Given the choice of narrator, Emma Donoghue’s Room has a benefit unique to its medium; this is, of course, assuming you are reading it without having seen a plot description or the trailer for the movie adaptation. The benefit is that we are introduced to five-year-old Jack and his mother, Ma, on a purely isolated basis; we meet them without knowing any of the more sinister details of their life or environment. It’s a good while before we come to realize that the Room the two of them live their entire lives in is in fact a highly-modified garden shed, soundproofed and locked from the outside. “Old Nick,” as Jack calls him, is more than just an occasional provider of groceries and goods; he’s a rapist who kidnapped Ma seven years prior, drugged her, and has kept her inside the shed ever since.
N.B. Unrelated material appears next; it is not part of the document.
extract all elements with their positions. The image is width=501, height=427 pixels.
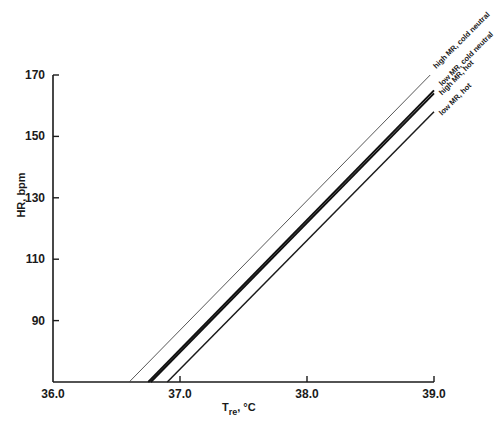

Jack has no knowledge of the outside world; to keep the horror of the situation buried, Ma educates him from birth that only what’s inside Room is real, and everything else only exists for their TV shows.

This is bleak material, cushioned only by the guileless way that it’s presented; Jack, after all, knows these surroundings as his entire world, so much of Room is presented in a way that is sometimes positive and comforting, sometimes negative, but always familiar and normal. This also has the effect of expanding the size and scope of Room to the reader’s eyes; we’re told that the space is roughly 10 feet square, sure, but the constant description in the sense of it being a world rather than a confinement gives us a feeling after a point like the space occupied is far bigger than it really is.